OpenAI CEO Sam Altman recently publicly acknowledged that AI usage costs have become "a huge problem" and said the company will "help people get more value for less spending".

The timing of this statement is quite delicate—OpenAI secretly filed for an IPO this week, and Anthropic is similarly in the countdown to listing. Lower prices help win over enterprise customers but will directly erode both companies’ profit margins, and both are currently losing tens of billions of dollars due to the massive computing power required for AI systems.

Token Index Drops: What is the Market Repricing?

The capital market has already felt the chill.

Silicon Data’s LLM Token Spending Index has dropped for seven consecutive trading days as of June 11, marking the longest decline since January, with losses recorded in 11 out of the past 12 days.

This index measures the average payment per 1 million Tokens across the market, and since December last year, it more than doubled and kept rising until May 2026, when it suddenly turned south.

US macro strategist Andreas Steno Larsen called this chart "the most important chart in the market right now", warning that if Token pricing continues to weaken, the trading logic linking memory, broader hardware, and data centers may come to an end in this cycle.

Wall Street sees this differently.
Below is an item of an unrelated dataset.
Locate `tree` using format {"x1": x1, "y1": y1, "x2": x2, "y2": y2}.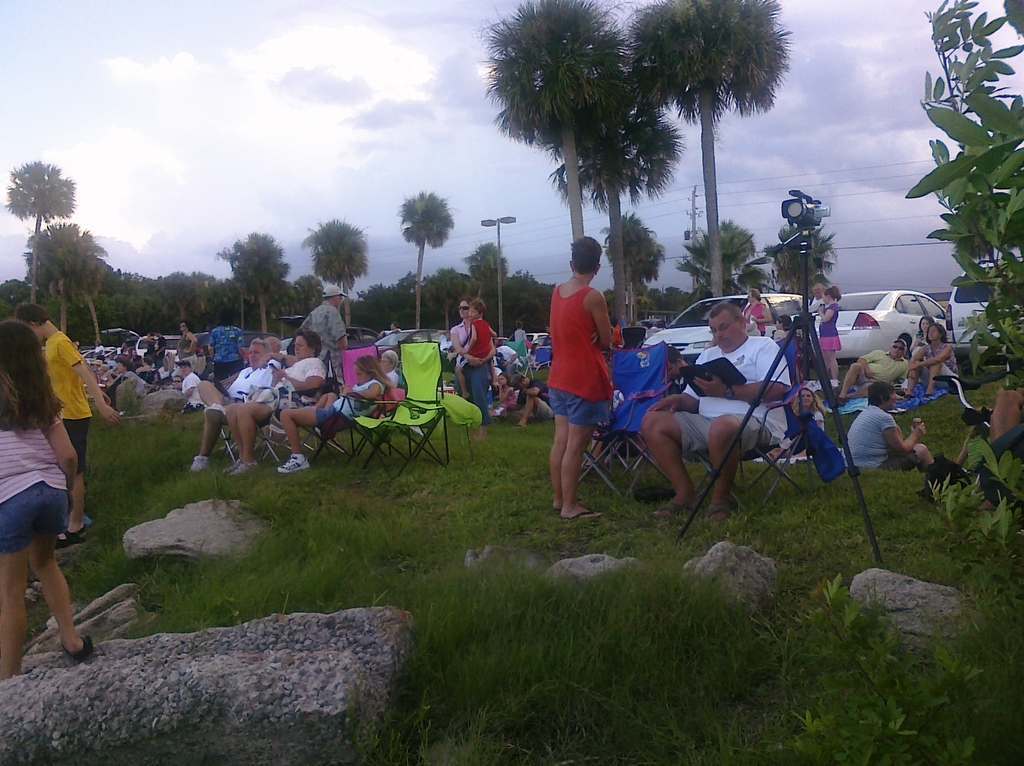
{"x1": 0, "y1": 156, "x2": 81, "y2": 304}.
JP Morgan describes the current trend as "the smallest speed bump"; Citadel points out that the core constraint for AI deployment has shifted from "model with strongest capability" to "cost and scarcity", and users are quickly migrating to cheaper models.

Behind this divergence lies a more fundamental valuation question: Is the drop in Token consumption a sign of peaking AI demand, or is it simply the result of users rationally choosing cheaper models? The answer will directly impact the capital spending outlook and valuation logic for Nvidia, cloud providers, and the entire AI hardware chain.

Turning Point for the Commercialization Narrative

From a macro perspective, Meta’s tightening of AI usage reflects a deep rift in the commercialization narrative of generative AI.

Over the past three years, the AI industry has gone from subsidizing users, hiding costs in monthly subscriptions, to triggering an enterprise billing crisis based on Token pricing. Now, as the narrative of "the more Token consumption the better" comes to an end, the industry faces not just a pricing decision, but a more fundamental proposition of remodeling its business model.

Meta invested as much as $145 billion in annual capital expenditure, partly for expanding AI infrastructure, including data centers, AI chips, and talent recruitment. Meanwhile, the company is under pressure from investors to generate visible returns from its massive AI investments—Meta has launched paid subscription tiers on Facebook, Instagram, and WhatsApp, and plans to charge businesses using its AI commercial agents.

However, if even Meta’s own internal AI usage costs are unsustainable, the profitability prospect for its enterprise AI agent business will also be called into question. For the entire industry, what the next commercialization story will be remains unresolved.